Intended Learning Outcomes

At the end of the unit, a successful student will be able to

1) demonstrate extensive knowledge of the political history of music during the Third Reich

2) show familiarity with the various forms, places, and functions of music in the sites of the Holocaust

3) demonstrate substantial knowledge of the literature and the archival resources available, and the scholarly discourses, methodologies, and terminologies of Holocaust Studies

4) write critically and perceptively about cultural as well as musical legacies of the Holocaust since 1945

5) Argue effectively and at length about the connections between ideology, politics and music relevant for the topic (including the ability to cope with methodological complexity)

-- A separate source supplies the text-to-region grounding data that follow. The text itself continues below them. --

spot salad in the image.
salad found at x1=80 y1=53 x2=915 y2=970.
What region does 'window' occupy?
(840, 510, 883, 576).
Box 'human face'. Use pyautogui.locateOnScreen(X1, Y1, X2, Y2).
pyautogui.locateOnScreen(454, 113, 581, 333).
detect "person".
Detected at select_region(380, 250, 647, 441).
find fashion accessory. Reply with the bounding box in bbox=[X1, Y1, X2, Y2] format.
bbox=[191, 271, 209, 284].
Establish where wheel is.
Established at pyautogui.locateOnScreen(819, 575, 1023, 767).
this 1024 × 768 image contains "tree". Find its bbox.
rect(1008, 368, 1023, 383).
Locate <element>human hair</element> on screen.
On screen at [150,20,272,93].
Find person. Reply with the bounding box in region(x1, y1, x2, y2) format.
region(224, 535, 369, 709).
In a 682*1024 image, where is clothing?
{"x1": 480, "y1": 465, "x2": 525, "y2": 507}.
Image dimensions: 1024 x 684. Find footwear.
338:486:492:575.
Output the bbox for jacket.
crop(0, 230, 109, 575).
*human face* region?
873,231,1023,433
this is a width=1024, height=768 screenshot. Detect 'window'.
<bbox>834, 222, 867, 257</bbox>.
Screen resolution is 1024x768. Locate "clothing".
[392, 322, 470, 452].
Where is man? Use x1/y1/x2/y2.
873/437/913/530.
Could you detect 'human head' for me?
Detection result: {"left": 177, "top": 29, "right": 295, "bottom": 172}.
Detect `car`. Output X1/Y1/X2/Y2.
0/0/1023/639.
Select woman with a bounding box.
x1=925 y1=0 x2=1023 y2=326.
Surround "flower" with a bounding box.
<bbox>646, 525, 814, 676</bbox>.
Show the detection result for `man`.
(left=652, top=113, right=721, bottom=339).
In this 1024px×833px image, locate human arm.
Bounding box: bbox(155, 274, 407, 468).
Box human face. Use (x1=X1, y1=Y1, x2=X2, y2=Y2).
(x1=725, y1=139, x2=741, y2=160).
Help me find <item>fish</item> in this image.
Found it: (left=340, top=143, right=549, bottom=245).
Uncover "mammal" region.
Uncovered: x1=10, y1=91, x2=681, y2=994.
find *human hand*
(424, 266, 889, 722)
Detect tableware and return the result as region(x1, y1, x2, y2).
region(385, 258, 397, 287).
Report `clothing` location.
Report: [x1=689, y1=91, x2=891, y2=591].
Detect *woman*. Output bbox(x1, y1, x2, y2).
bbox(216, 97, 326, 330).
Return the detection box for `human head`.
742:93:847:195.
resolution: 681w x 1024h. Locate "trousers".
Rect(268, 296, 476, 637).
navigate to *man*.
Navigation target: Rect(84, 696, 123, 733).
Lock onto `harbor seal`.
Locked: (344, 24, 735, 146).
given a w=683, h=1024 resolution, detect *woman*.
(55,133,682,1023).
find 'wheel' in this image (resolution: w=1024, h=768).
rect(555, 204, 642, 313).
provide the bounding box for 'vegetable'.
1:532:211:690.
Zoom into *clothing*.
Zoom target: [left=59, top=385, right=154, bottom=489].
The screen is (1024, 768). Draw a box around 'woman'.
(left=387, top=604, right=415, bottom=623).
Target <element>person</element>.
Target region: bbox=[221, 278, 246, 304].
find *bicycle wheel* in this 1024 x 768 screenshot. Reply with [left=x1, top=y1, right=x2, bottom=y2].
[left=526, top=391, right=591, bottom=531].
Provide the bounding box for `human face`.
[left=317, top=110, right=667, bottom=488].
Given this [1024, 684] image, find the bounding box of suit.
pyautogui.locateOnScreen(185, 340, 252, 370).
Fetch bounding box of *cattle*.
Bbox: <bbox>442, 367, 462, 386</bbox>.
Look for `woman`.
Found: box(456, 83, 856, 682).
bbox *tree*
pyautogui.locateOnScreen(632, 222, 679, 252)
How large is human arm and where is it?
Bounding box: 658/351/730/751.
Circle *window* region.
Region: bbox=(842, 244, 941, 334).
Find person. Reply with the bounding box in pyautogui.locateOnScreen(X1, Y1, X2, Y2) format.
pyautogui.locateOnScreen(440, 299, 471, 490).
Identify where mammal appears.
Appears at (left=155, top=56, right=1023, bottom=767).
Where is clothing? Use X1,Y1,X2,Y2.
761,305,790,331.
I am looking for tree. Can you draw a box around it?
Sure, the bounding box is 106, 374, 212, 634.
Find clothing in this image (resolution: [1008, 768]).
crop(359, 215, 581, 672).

6) Describe, evaluate and/or challenge current scholarly thinking about politics and music in the context of the Holocaust

Teaching Information

weekly two-hour seminar

Assessment Information

  • Individual workfile (70%). ILO 1 - 5

 ''750-word blog entries for each of any four weeks of the unit, summarising the key points of the material encountered in pre-class reading and responding to it critically. Students must submit four posts in order to gain credit for the unit. Towards the end of the unit, students choose 3 entries to submit without revision as their workfile for a summative mark.'' 




  • In-class individual or group presentation of 10 minutes (30%). ILO 1, 3, 4, 6.

Reading and References

  1. Shirli Gilbert, Music in the Holocaust. Oxford: Oxford University Press, 2005.
  2. Guido Fackler, ‘Music in Concentration Camps 1933-1945’, Music and Politics 1/1 (2007)
  3. Erik Levi, Music in the Third Reich. Basingstoke: Macmillan, 1994.
  4. Philip V. Bohlman, Jewish Music and Modernity. Oxford: Oxford University Press, 2008.
  5. Tina Frühauf and Lily E. Hirsch, Jewish Music and Germany after the Holocaust. Oxford: Oxford University Press, 2014.
  6. Norman G. Finkelstein, The Holocaust Industry: Reflections on the Exploitation of Jewish Suffering. 2nd edition. London: Verso, 2003.